Altium Designer - High-Speed Design
  1. Define net classes: Design > Net Classes - create classes for each interface (DDR4_DQ, DDR4_ADDR, USB3_TX, PCIe_Lane0, etc.)
  2. Impedance profiles: Layer Stack Manager > Impedance - define profiles linking to stackup geometry
  3. Differential pairs: Design > Differential Pairs - define P/N pairing (auto-detect from naming convention: _P/_N, +/-)
  4. Length matching rules: Design Rules > High Speed > Matched Net Lengths - set groups and tolerances
  5. Interactive routing: Use Interactive Differential Pair Routing mode. Enable "Timing Vision" overlay for real-time length display
  6. Length tuning: Select routed trace, use Tools > Interactive Length Tuning (accordion or trombone style)
  7. xSignals: For multi-pin interfaces spanning ICs, define xSignals to manage point-to-point segments within a bus
KiCad - High-Speed Routing
  1. Net classes: Board Setup > Net Classes - define track width, clearance, via sizes per class
  2. Differential pairs: Assign by naming convention (_P/_N or +/-) in schematic.
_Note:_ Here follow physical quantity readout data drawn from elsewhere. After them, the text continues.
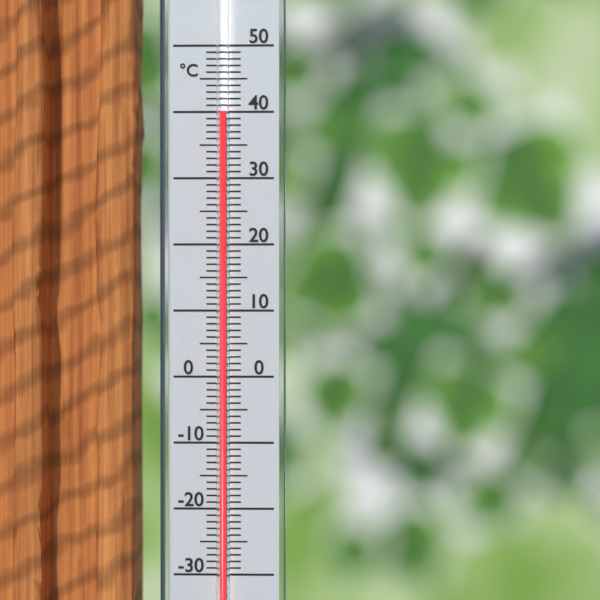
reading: 40 °C
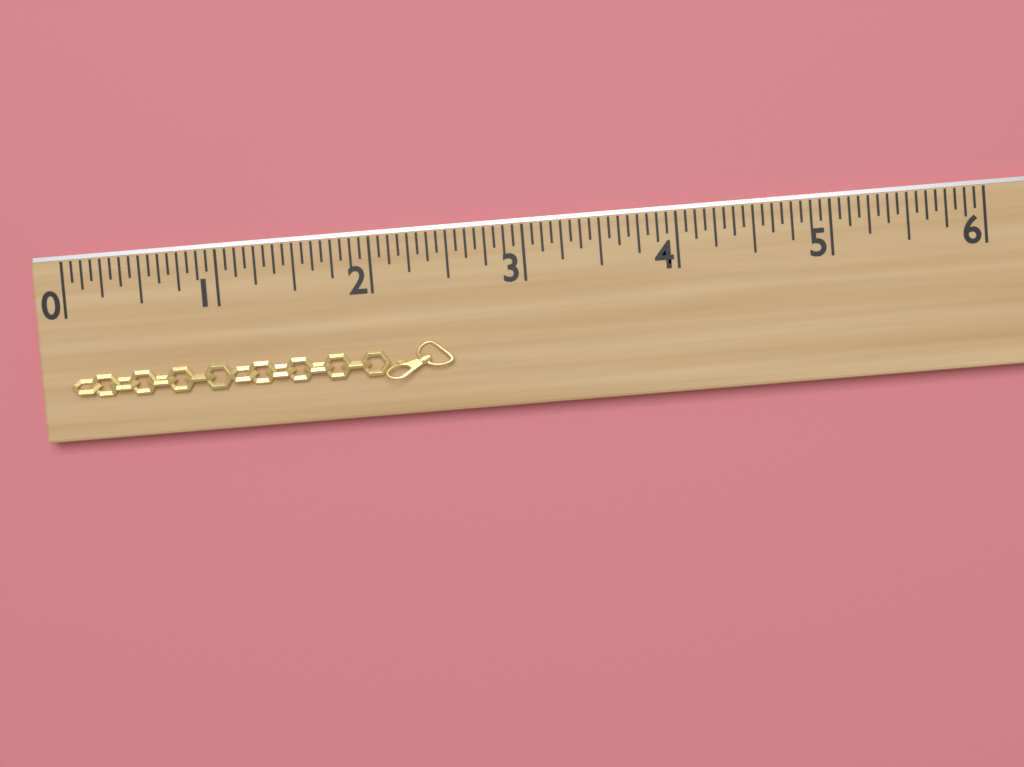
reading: 2.5000 (no unit)
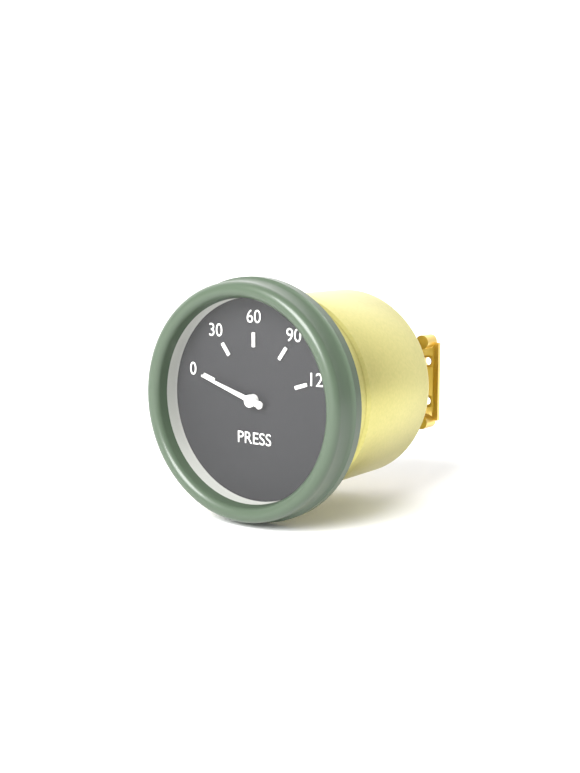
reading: 0 (no unit)
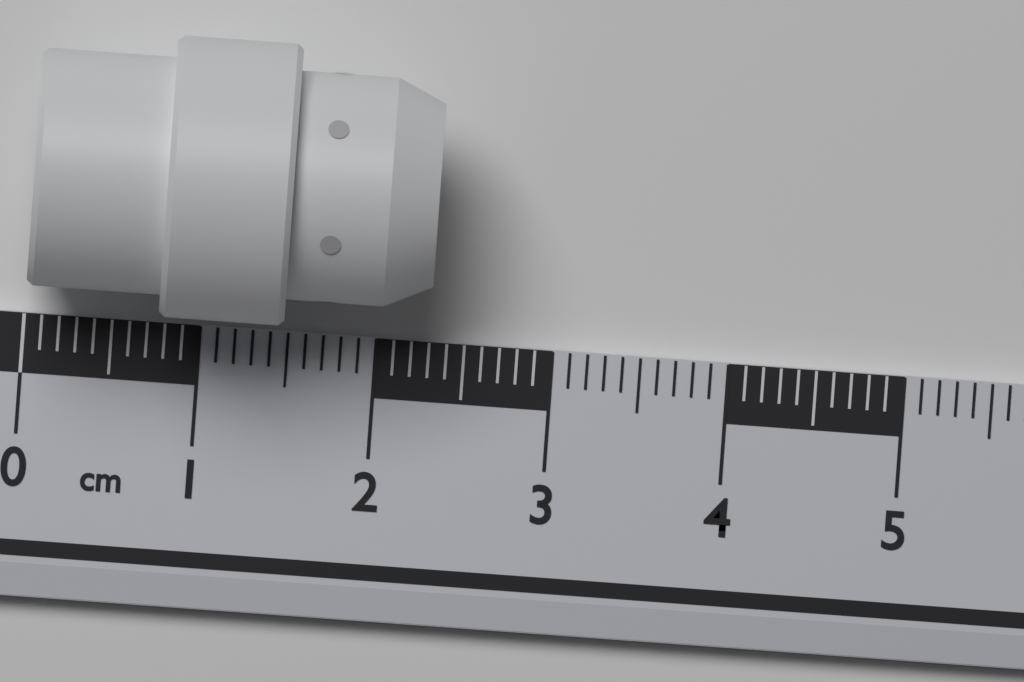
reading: 2.3 cm
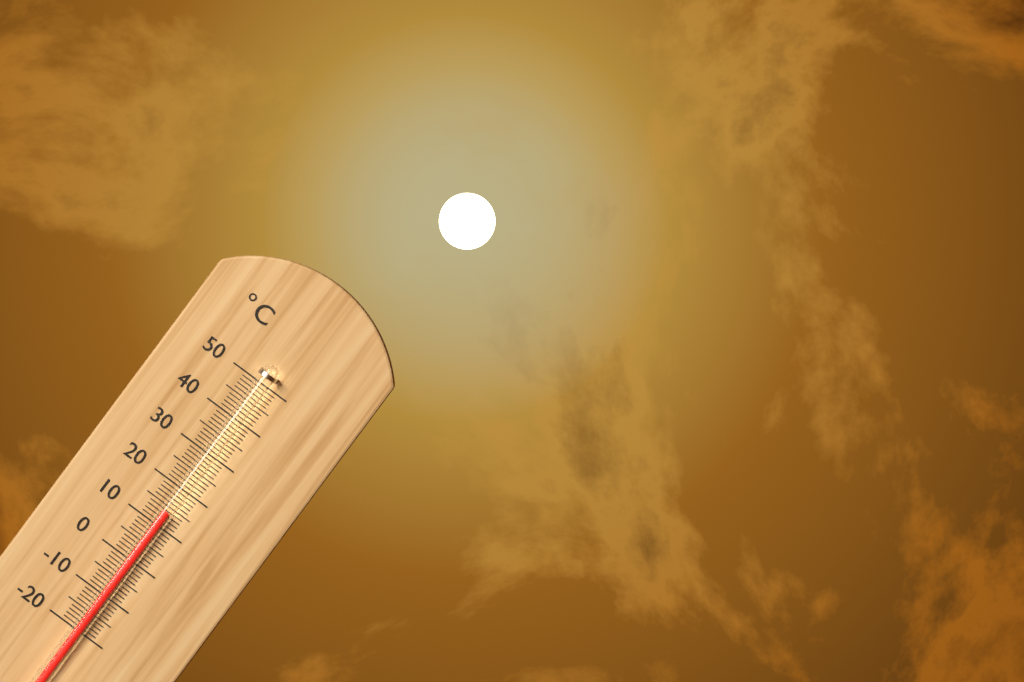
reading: 14 °C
KiCad auto-detects diff pairs
  3. Interactive diff-pair routing: Route > Route Differential Pair (D key during routing)
  4. Length tuning: Route > Tune Track Length for single-ended, Route > Tune Diff Pair Length for pairs
  5. Custom rules: Use Board Setup > Custom Rules for advanced constraints (DRC expressions)
  6. Length reports: Inspect > Net Inspector shows trace lengths per net
Cadence Allegro - High-Speed Design
  1. Constraint Manager: Central hub for all high-speed rules - Setup > Constraints
  2. Electrical CSet: Define impedance, propagation delay, relative delay, min/max length
  3. Topology: Constraint Manager > Electrical > Topology - define daisy-chain vs star, T-junction limits
  4. Timing Vision: Real-time color overlay showing length match status during routing
  5. Delay tune: Route > Delay Tune with configurable amplitude, spacing, and style
  6. Signal integrity: Analyze > Signal Integrity (Allegro SI) for IBIS simulation directly from layout
  7. Bus routing: Use Route > Bus Router for parallel high-speed buses with auto-spacing

High-Speed Layout Review Summary

Pre-Routing Checklist

  1. All impedance-controlled net classes defined with correct width/spacing
  2. Differential pairs identified and paired in constraint system
  3. Length matching groups defined with tolerances
  4. Routing layers assigned per interface priority
  5. Return via strategy documented (how many, where to place)
  6. Crosstalk spacing rules configured per interface pair

Post-Routing Verification

  1. All impedance-controlled nets route on correct layers - run constraint report
  2. Length matching within tolerance for all groups - run length report
  3. No reference plane breaks under high-speed traces - visual inspection of plane layers
  4. Return vias present at every layer transition - visual check with filter
  5. Crosstalk spacing maintained - run spacing DRC
  6. No stubs exceeding acceptable length - run stub length report
  7. Differential pairs maintain symmetry - check intra-pair skew report
  8. AC coupling capacitors placed correctly (near TX, not inline stub)
  9. Termination resistors at correct end (TX for series, RX for parallel)
  10. Clock traces isolated from data - verify routing separation visually

Signal Integrity Simulation Triggers

Run SI simulation (IBIS or S-parameter) when any of these conditions exist:

Common Pitfall: Length Matching Without Accounting for Via Delay

Length matching reports typically show trace length only, not including via transition delay. A via through a 1.6mm board adds approximately 8-10ps of delay (equivalent to ~1.5mm of trace length in FR-4). For interfaces with tight timing budgets (DDR4 DQ-to-DQS), this via delay difference can consume a significant portion of the matching tolerance. If one byte lane has 2 layer transitions while another has 0, the via delay difference is ~20ps (3mm equivalent). Account for this by either: (1) ensuring all nets in a group have the same number of via transitions, or (2) subtracting via delay from the trace length budget.